GhostRace: New Attack Bypasses OS Security
A new threat, codenamed GhostRace (CVE-2024-2193), has been identified by research teams from the Vrije Universiteit Amsterdam and IBM Research Europe. This vulnerability compromises the foundational security tools of operating systems and may result in severe consequences, including data breaches and disruption of critical mechanisms.
GhostRace exploits the predictive execution capabilities of modern processors, allowing attackers to induce synchronization errors within the operating system’s processes to gain unauthorized data access and launch malicious code.
The issue leverages the speculative execution mechanism, creating scenarios where the system might erroneously believe memory has been freed and is available for reuse, while it is still occupied. This flaw enables the extraction of information from system memory at an unexpectedly rapid pace.
CVE-2024-2193 affects a broad spectrum of devices as it pertains to all major processor manufacturers (Intel, AMD, ARM, IBM) and operating systems that utilize standard synchronization mechanisms.
The researchers also proposed strategies to combat this threat. AMD has focused on applying existing protective measures against attacks similar to Spectre-v1, whereas Linux’s response was more multifaceted. Experts sought to mitigate the risk of processor overload without directly addressing the root of the problem.
Ultimately, the research team recommended serializing the speculative execution process within critical synchronization primitives, requiring the addition of merely two lines of code. These adjustments, including the inclusion of the lfence instruction following the lock cmpxchg operation, incur a mere 5% increase in load. A slight degradation in performance appears to be a reasonable price for significantly enhanced protection of the Linux kernel against speculative attacks.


- Required action -
A word-for-word copy of the records below is needed, without the images.

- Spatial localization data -
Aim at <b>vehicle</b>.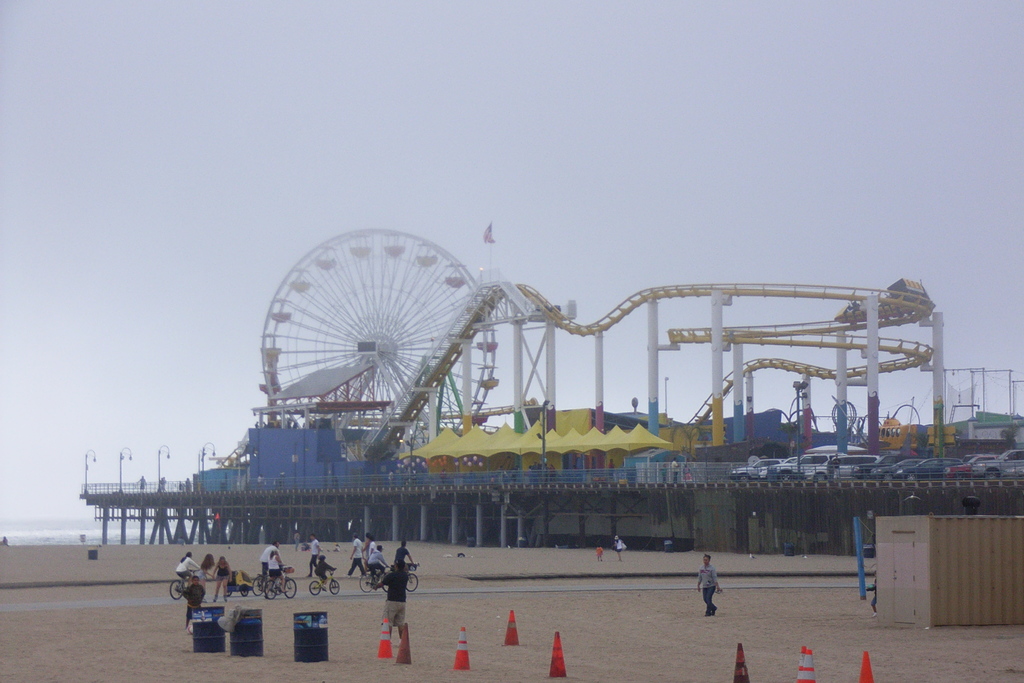
Aimed at select_region(310, 571, 339, 593).
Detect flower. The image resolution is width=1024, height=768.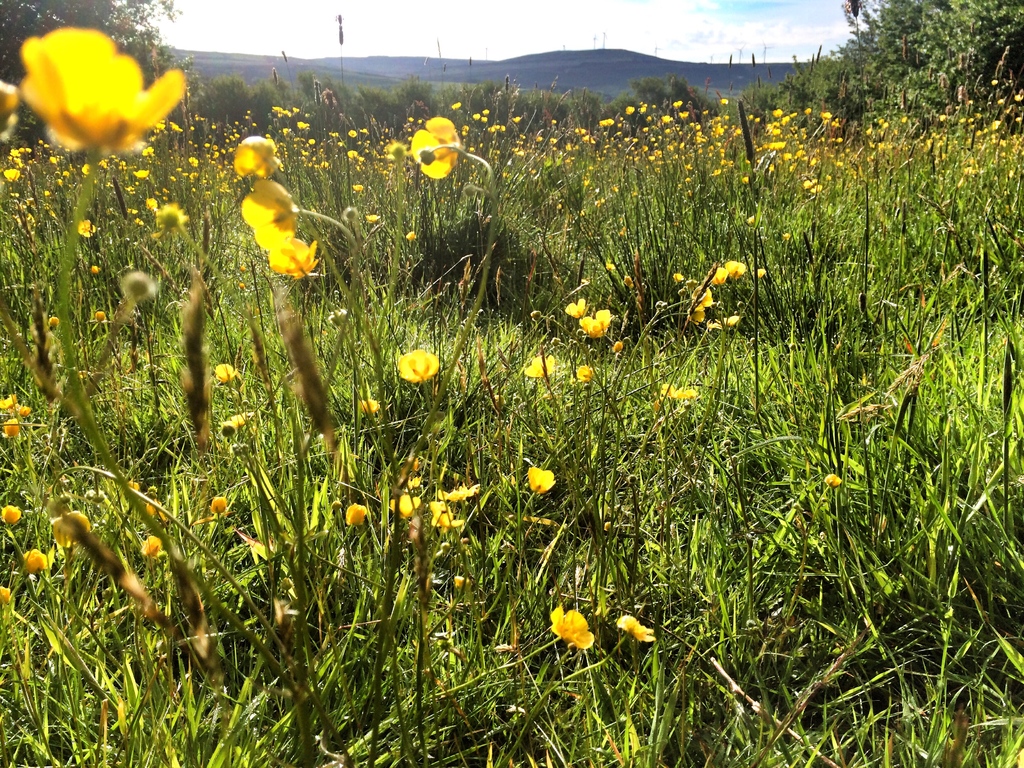
(x1=399, y1=351, x2=436, y2=382).
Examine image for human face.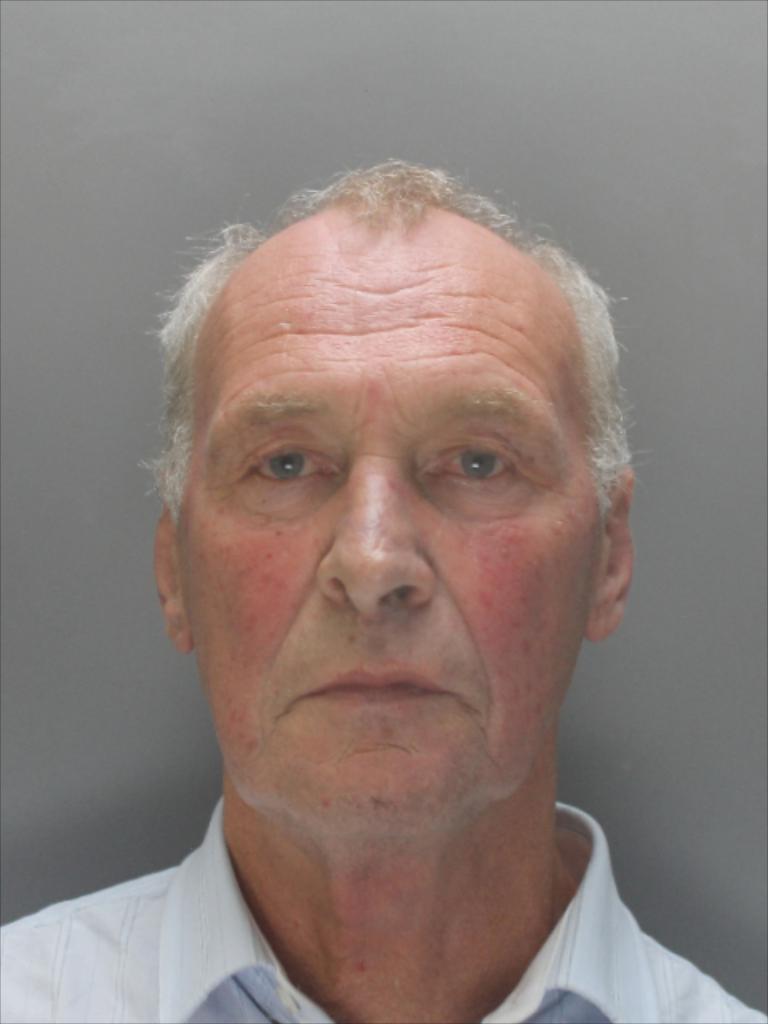
Examination result: BBox(178, 213, 597, 837).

- Solution -
Aim at <b>vehicle</b>.
Aimed at select_region(310, 571, 339, 593).
Detect flower. The image resolution is width=1024, height=768.
(x1=399, y1=351, x2=436, y2=382).
Examine image for human face.
Examination result: BBox(178, 213, 597, 837).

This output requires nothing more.